When light enters eye:
1. From distant source – parallel
a. Will all converge and focus in one specific spot
b. Lens will be flatter and weaker – ciliary muscle not contracted
2. From closer – light rays will be bent differently; light rays are no longer parallel
a. Focal length will become longer – image distance will be behind retina
b. Lens will be rounder/stronger and increase curvature – ciliary muscle is contracted
• shortens focal length to move towards retina

Parasympathetic NS control (acetylcholine/Ach) – no sympathetic; tonic control
a. Very fast – 350ms to change
b. Influences ciliary muscle – circular (contraction will tighten)
- Natural shape of lens is strong and rounded – ciliary muscles pull into flatter, weaker shape
- Lens is attached to ciliary muscle via suspensory ligaments (zonules)
c. Effects
i. Relaxed – ligaments pull on and flatten the lens
• Decreases parasympathetic activity
ii. Contraction – releases tension on the ligaments; becomes rounded
• Increased parasympathetic activity – release of Ach causes contraction

42
Q

Nearsighted vs farsighted

A

Myopia – near sighted

a. Focal point is in front of retina
b. Fixed with concave lens
- Will cause light to diverge/split slightly – focuses on retina

Hyperopia – far slighted

a.
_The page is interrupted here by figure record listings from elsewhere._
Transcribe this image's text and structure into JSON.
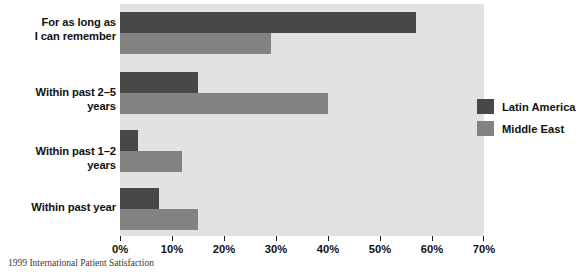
{
  "caption": "1999 International Patient Satisfaction",
  "legend": {
    "position": "inside-right",
    "items": [
      {
        "label": "Latin America",
        "color": "#484848",
        "swatch_name": "legend-swatch-latin-america"
      },
      {
        "label": "Middle East",
        "color": "#828282",
        "swatch_name": "legend-swatch-middle-east"
      }
    ]
  },
  "axis": {
    "tick_labels": [
      "0%",
      "10%",
      "20%",
      "30%",
      "40%",
      "50%",
      "60%",
      "70%"
    ],
    "tick_values": [
      0,
      10,
      20,
      30,
      40,
      50,
      60,
      70
    ],
    "min": 0,
    "max": 70
  },
  "categories": [
    {
      "lines": [
        "For as long as",
        "I can remember"
      ]
    },
    {
      "lines": [
        "Within past 2–5 years"
      ]
    },
    {
      "lines": [
        "Within past 1–2 years"
      ]
    },
    {
      "lines": [
        "Within past year"
      ]
    }
  ],
  "chart_data": {
    "type": "bar",
    "orientation": "horizontal",
    "title": "",
    "subtitle": "",
    "xlabel": "",
    "ylabel": "",
    "xlim": [
      0,
      70
    ],
    "grid": false,
    "legend_position": "inside-right",
    "categories": [
      "For as long as I can remember",
      "Within past 2–5 years",
      "Within past 1–2 years",
      "Within past year"
    ],
    "series": [
      {
        "name": "Latin America",
        "color": "#484848",
        "values": [
          57,
          15,
          3.5,
          7.5
        ]
      },
      {
        "name": "Middle East",
        "color": "#828282",
        "values": [
          29,
          40,
          12,
          15
        ]
      }
    ],
    "tick_labels": [
      "0%",
      "10%",
      "20%",
      "30%",
      "40%",
      "50%",
      "60%",
      "70%"
    ],
    "annotations": [
      "1999 International Patient Satisfaction"
    ]
  }
}
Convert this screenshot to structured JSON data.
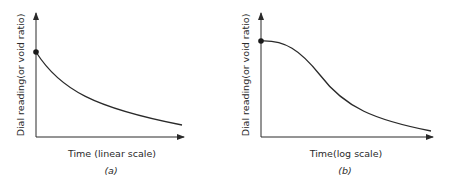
{
  "panels": [
    {
      "id": "a",
      "ylabel": "Dial reading(or void ratio)",
      "xlabel": "Time (linear scale)",
      "caption": "(a)",
      "curve_shape": "concave decay (exponential-like)"
    },
    {
      "id": "b",
      "ylabel": "Dial reading(or void ratio)",
      "xlabel": "Time(log scale)",
      "caption": "(b)",
      "curve_shape": "reverse S-curve"
    }
  ],
  "colors": {
    "line": "#2a2a2a",
    "background": "#ffffff"
  }
}
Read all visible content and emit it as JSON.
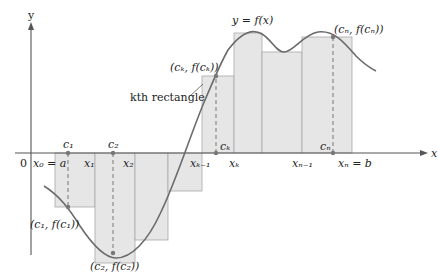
{
  "diagram": {
    "type": "riemann-sum",
    "curve_label": "y = f(x)",
    "axes": {
      "x_label": "x",
      "y_label": "y",
      "origin_label": "0"
    },
    "x_axis_labels": [
      {
        "id": "x0",
        "text": "x₀ = a"
      },
      {
        "id": "x1",
        "text": "x₁"
      },
      {
        "id": "x2",
        "text": "x₂"
      },
      {
        "id": "xk_1",
        "text": "xₖ₋₁"
      },
      {
        "id": "xk",
        "text": "xₖ"
      },
      {
        "id": "xn_1",
        "text": "xₙ₋₁"
      },
      {
        "id": "xn",
        "text": "xₙ = b"
      }
    ],
    "sample_points": [
      {
        "id": "c1",
        "text": "c₁",
        "point_label": "(c₁, f(c₁))"
      },
      {
        "id": "c2",
        "text": "c₂",
        "point_label": "(c₂, f(c₂))"
      },
      {
        "id": "ck",
        "text": "cₖ",
        "point_label": "(cₖ, f(cₖ))"
      },
      {
        "id": "cn",
        "text": "cₙ",
        "point_label": "(cₙ, f(cₙ))"
      }
    ],
    "annotation": "kth rectangle",
    "colors": {
      "rect_fill": "#e6e6e6",
      "rect_stroke": "#a8a8a8",
      "curve": "#6b6b6b",
      "axis": "#555555",
      "dashed": "#777777"
    }
  }
}
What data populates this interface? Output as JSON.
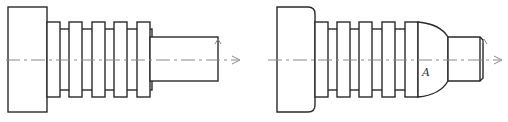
{
  "figures": [
    {
      "id": "left",
      "description": "Stepped shaft with four fins and cylindrical end",
      "label": ""
    },
    {
      "id": "right",
      "description": "Stepped shaft with four fins, domed transition and chamfered end",
      "label": "A"
    }
  ],
  "colors": {
    "stroke": "#2a2a2a",
    "axis": "#8a8a8a",
    "background": "#ffffff"
  }
}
Convex lends
- Bends light inward slightly/converges light before it gets to lends

43
Q

Organization of the Retina

A

Direction of light – back to front
o Light travels through cell layers – arrives at photoreceptors
o Photoreceptors propagate forward – through bipolar and ganglion cells

Cell layers
1. Photoreceptors
a. Rods
i. More
ii. Larger – higher sensitivity due to size
o Used in situations of low light – night vision
o Low acuity – more convergence onto ganglion cells
iii. Grayscale vision – not really “black and white” only
iv. Mainly located in peripheral retina
o Most sensitive part of retina – has high concentration of cones
a. Cones
i. Fewer
ii Smaller than rods – lower sensitivity
o Day vision
o Higher acuity – less convergence
iii. Color vision (at least three varieties)
o Differ by pigments
iv. Mainly located in the fovea

  1. Bipolar cells – primary sensory neuron
    a. Bipolar neurons – 2 processes off cell body
    b. Activated via nt released by photoreceptors
    c. Synapse onto ganglion cells
  2. Ganglion cells – secondary sensory neuron
    a. Axons form optic nerve
44
Q

Posterior eye:

Fundus
Macula & fovea
Optic disc
Pigment epithelium

A

Fundus – the back of the eye; where light may strike the retina (back half ish)
o if you looked through someones eye and took a picture, you would be looking at the fundus (fundus scope)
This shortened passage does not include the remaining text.